Arkansas Schools Blocked From Enforcing Ten Commandments Law

March 17, 2026, 12:23 AM UTC

Six Arkansas school districts are now permanently barred from enforcing a state law requiring the Ten Commandments be displayed in elementary and secondary school classrooms and libraries, a district court ruled Monday.

A group of Arkansas parents have proven that Arkansas Act 573 violates their First Amendment right under both the establishment and expression clauses, Judge Timothy L. Brooks said in a memorandum opinion granting their motion for summary judgment in the US District Court for the Western District of Arkansas.

“The law serves no educational purpose, as the state admits, and consequently deprives plaintiffs of their rights,” Brooks said.

The parents sued various school districts over their intentions to enforce the statute, which was signed into law in April 2025. They alleged Act 573 unconstitutionally requires a state-approved version of the Ten Commandments associated with Protestant faiths that conflicts with versions followed by Catholics and Jewish people. The parents assert more than 470,000 students enrolled in Arkansas public schools practice a “wide array” of faiths, with some not adhering to any religion at all.

Brooks last year granted a preliminary injunction against six of the districts blocking them from enforcing the law, ruling it likely violated the parents’ constitutional rights, and ordered the districts to remove all posters displaying the Ten Commandments in compliance with the law.

Standing to Sue

The districts argued that the plaintiffs lack standing to sue and asked the district court to gauge the parents’ likelihood of injury by the number of Ten Commandments posters the districts received after the initial preliminary injunction went into effect, the opinion said. The district court found prior to the preliminary injunction that some of the school districts were likely to receive enough Ten Commandments donations to hang one in every classroom, making the plaintiffs’ likelihood of injury “real and imminent.” But Brooks ruled the volume of post-injunction donations is immaterial to the pre-injunction standing analysis, considering the districts received hundreds of posters prior to the injunction.

“Therefore, all original plaintiffs possessed standing to sue based on the pre-enforcement likelihood of First Amendment injury,” Brooks said.

Arkansas, which intervened in the suit, contends the lawsuit isn’t ripe, either, since the plaintiffs haven’t seen an Act 573 display in their classrooms. But Brooks refuted this and referenced multiple photographs of the Ten Commandments posters previously displayed in classrooms at now-enjoined school districts.

US Supreme Court precedent already establishes that such displays, when they don’t integrate the Ten Commandments into the curriculum in a study of history, civilization, ethics, or comparative religion, violate the Establishment Clause, the opinion said. The other precedents the school districts point to are inadequate comparisons since they involve voluntary actions while school children “cannot similarly avoid reading the Ten Commandments posted in their classrooms for thirteen years of compulsory schooling,” Brooks said.

The state’s own admission that the law may be a “little coercive” also doesn’t point to any law to support the argument that “a little coercive religious indoctrination is fine,” the opinion said. Brooks further rejected the districts’ arguments that the history of public schooling in Arkansas supported Act 573.

“Discussing history is both unhelpful and irrelevant when the challenged law is coercive, applied universally in the public-school context, and has no educational, secular purpose,” Brooks said.

The parents also showed that Act 573 deprives them of the opportunity to discuss the Ten Commandments’ concepts at a time of their own choosing, Brooks said.

The American Civil Liberties Union Foundation, the ACLU of Arkansas, Simpson Thacher & Bartlett LLP, Americans United for Separation of Church and State, and Freedom From Religion Foundation represent the parents. Friday, Eldredge & Clark LLP and Bequette, Billingsley & Kees PA represent the districts.

The case is Stinson v. Fayetteville Sch. Dist. No. 1, W.D. Ark., No. 5:25-cv-05127, 3/16/26.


### WHAT IS REQUIRED
Scan each line of the entries below for the word "distance" and count the ones where it appears. The answer is that number alone.

### RECORDS PROVIDED

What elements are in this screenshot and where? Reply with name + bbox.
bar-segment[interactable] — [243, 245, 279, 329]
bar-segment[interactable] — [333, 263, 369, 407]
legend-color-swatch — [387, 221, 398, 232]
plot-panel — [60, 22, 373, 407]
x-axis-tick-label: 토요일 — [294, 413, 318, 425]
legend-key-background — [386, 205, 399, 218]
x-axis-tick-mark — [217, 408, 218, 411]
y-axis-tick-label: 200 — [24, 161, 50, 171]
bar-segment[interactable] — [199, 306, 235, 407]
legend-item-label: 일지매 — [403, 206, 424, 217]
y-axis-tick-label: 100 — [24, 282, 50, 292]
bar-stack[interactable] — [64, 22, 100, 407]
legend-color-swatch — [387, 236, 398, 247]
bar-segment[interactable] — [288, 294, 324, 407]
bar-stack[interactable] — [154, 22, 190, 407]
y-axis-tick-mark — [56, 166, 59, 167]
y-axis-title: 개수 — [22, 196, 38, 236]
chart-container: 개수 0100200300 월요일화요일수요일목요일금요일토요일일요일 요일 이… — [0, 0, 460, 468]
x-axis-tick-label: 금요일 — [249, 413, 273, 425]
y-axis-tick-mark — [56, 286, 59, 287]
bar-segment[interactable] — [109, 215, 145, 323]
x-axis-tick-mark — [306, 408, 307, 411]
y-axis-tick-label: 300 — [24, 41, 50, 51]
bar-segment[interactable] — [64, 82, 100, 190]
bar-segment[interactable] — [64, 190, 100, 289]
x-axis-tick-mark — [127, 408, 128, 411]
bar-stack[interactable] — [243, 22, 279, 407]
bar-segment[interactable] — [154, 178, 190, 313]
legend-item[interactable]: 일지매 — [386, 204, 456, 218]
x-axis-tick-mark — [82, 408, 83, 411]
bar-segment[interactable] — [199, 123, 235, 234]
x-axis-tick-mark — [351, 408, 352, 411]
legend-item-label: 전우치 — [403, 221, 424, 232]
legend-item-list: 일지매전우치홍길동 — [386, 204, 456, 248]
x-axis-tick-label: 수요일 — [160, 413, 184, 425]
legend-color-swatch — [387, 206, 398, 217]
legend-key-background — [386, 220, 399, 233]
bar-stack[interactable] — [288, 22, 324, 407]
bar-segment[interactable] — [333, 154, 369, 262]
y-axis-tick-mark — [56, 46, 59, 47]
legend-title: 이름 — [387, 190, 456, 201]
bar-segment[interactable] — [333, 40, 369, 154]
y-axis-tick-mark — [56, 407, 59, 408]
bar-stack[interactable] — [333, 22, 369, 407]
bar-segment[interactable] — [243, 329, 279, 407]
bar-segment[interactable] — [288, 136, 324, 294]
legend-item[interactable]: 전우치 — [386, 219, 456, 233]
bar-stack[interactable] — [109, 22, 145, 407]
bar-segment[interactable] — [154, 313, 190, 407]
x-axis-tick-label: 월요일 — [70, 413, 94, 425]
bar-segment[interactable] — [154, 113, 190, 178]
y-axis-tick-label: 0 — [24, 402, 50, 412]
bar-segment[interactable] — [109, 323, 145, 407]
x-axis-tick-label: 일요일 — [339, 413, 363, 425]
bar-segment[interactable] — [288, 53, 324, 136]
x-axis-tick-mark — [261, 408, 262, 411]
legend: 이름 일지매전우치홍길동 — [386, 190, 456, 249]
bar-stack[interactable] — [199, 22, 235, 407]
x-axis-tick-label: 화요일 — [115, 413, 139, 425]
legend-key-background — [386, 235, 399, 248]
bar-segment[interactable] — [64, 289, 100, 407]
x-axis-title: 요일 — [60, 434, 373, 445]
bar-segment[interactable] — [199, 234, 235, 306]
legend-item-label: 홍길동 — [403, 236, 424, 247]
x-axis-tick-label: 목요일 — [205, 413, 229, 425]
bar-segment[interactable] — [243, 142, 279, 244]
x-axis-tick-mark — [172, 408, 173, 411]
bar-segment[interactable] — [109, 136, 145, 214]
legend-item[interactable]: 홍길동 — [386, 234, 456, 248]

==

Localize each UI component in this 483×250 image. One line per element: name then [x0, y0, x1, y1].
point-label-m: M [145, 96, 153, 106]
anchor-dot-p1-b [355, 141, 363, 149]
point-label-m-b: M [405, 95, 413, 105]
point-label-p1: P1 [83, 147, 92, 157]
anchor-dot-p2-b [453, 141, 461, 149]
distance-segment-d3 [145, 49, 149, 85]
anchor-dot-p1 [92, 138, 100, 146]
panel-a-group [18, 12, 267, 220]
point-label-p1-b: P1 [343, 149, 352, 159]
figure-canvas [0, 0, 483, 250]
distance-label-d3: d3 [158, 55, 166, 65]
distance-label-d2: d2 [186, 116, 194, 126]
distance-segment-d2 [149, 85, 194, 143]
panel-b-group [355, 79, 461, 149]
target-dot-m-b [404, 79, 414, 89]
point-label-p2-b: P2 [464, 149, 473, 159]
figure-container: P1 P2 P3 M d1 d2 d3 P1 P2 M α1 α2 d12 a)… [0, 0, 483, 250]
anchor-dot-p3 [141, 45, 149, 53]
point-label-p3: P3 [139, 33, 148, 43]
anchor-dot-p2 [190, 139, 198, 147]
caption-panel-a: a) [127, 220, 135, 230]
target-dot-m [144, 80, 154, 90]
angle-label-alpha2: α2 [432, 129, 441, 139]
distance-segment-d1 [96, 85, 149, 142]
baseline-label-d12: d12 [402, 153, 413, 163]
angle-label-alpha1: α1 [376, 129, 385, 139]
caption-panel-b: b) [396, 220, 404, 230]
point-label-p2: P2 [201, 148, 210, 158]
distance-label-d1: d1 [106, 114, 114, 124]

### OUTPUT
6